Almost four hours later, the wet snow was far behind us when we saw our first giant saguaro cactus which looks exactly like something that Wile E. Coyote should run into. This signalled that we were almost in Phoenix where perfect weather is so hum-drum, they say of another sunny day that it’s “like visiting Denver.”
 
I took advantage of the meteorological perfection to play a local golf course remarkable mostly for its proliferation of roadrunners running around in “washes.” For those of you not familiar with arid climates, a wash is an area of the landscape that would have a creek on it but for a complete and total lack of water. In Canada, we call that a parking lot, but whatever.
 
I played my eighteen holes in the company of Steve, Cliff and John. Steve was Arizonan in exactly the way someone from up north would expect. He was large, muscular, tanned, friendly and you couldn’t quite tell if he was acting just a little stupid to make fun of your northern high-mindedness or whether he was just a little stupid. 
 
John, like me, was visiting. He was from Marysville, Ohio. When John found out I was Canadian, he said sympathetically, “It must get real cold up there.”   Marysville, for those not in the know, is about 100 miles from Cleveland. You can drive from Marysville to Canada in three hours.

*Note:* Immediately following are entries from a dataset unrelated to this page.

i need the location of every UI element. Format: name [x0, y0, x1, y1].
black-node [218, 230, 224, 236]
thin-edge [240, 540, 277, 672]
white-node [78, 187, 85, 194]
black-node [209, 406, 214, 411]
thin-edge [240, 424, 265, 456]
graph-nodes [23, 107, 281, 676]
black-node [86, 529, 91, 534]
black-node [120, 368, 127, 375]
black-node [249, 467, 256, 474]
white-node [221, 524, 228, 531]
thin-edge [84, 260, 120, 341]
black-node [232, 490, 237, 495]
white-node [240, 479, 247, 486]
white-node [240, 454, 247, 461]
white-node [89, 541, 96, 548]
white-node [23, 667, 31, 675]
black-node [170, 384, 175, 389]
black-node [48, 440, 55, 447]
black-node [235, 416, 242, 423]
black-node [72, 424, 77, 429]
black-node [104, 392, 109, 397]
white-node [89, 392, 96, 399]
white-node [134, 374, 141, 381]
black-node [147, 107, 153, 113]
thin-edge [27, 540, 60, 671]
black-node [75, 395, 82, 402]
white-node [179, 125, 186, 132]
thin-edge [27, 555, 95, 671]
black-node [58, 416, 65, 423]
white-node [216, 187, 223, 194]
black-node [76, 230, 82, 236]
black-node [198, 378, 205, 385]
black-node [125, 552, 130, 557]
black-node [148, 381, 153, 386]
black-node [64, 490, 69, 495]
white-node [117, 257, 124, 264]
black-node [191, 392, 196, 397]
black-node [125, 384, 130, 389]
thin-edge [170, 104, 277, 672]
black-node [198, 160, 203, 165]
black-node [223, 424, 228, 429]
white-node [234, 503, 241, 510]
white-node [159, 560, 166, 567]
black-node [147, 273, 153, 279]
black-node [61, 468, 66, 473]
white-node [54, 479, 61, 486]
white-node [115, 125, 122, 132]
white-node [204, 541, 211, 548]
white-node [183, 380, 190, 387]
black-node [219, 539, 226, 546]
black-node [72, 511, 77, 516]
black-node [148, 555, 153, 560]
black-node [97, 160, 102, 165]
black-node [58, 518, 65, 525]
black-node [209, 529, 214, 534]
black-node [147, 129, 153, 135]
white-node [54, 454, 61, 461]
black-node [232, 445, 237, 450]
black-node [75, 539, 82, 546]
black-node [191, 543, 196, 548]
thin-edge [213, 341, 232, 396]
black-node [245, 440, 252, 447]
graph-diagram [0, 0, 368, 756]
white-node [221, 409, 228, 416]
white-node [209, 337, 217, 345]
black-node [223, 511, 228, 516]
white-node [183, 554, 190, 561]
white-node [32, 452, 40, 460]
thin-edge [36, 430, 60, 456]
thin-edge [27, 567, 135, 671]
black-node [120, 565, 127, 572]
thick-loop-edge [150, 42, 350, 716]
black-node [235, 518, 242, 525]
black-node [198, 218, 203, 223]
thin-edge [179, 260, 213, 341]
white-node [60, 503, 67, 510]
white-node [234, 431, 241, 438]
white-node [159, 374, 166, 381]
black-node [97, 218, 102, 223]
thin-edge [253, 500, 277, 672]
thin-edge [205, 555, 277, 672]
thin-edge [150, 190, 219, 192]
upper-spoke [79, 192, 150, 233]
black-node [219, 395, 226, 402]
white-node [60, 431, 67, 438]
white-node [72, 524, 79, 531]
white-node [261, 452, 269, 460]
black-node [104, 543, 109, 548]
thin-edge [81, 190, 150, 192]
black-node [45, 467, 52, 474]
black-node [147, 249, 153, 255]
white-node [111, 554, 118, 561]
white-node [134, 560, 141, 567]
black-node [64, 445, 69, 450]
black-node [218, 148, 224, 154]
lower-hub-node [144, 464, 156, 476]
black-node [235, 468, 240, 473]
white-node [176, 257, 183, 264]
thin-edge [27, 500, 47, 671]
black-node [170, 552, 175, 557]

Someone needs to get the people of the great state of Ohio a map.
 
Our final golfing companion, Cliff, was a large, white, gooey sort of a man who grew increasingly pink as the sun beat down upon him. He wore dazzling pale purple corduroy shorts and an ambitiously tight green tennis shirt. I never asked where Cliff was from because I feared he might say Canada.
 
After my round of golf, my travelling companion and I reconnected for a dinner of Mexican food which we ate in a restaurant that featured service from a tortilla chip boy, a salsa boy, a water girl, our waiter, our waiter’s helper, the guy who asks you how your food is, and the manager of the restaurant herself who sat next to me briefly and explained why my dinner had to arrive on two plates.
 
This dinner was a great big ol’ son-of-a-bitch of a dinner, I’ll tell you that.
 
The next afternoon, my travelling companion and I pointed my mother’s gleaming 1989 grey Toyota Corolla down the highway and started the long journey home. Hours later, we found ourselves in Albuquerque, New Mexico. I have seen enough Bugs Bunny cartoons to know not to make any rash changes of direction in Albuquerque, so we decided to stay the night.
 
We awoke to perfect weather and a complimentary breakfast of doughnuts, so I was feeling so good I decided to drive straight home, stopping only for gas, food and washrooms.
 
At approximately 3:00 am, thirteen days after leaving our beloved homeland, my travelling companion and I crossed the border from Detroit to Windsor and fell to our knees in silent worship.
 
We had travelled the United States of America, reaching places as exotic as Las Vegas, Nevada and Wagon Mound, New Mexico. We had seen the Rockies, the canyons, and the cities, but nothing has ever looked so good to me as the great big “Welcome to Canada” sign.
 
Nothing against any of the places we visited – except Denver, which as we know, bites – but there is absolutely no place like home.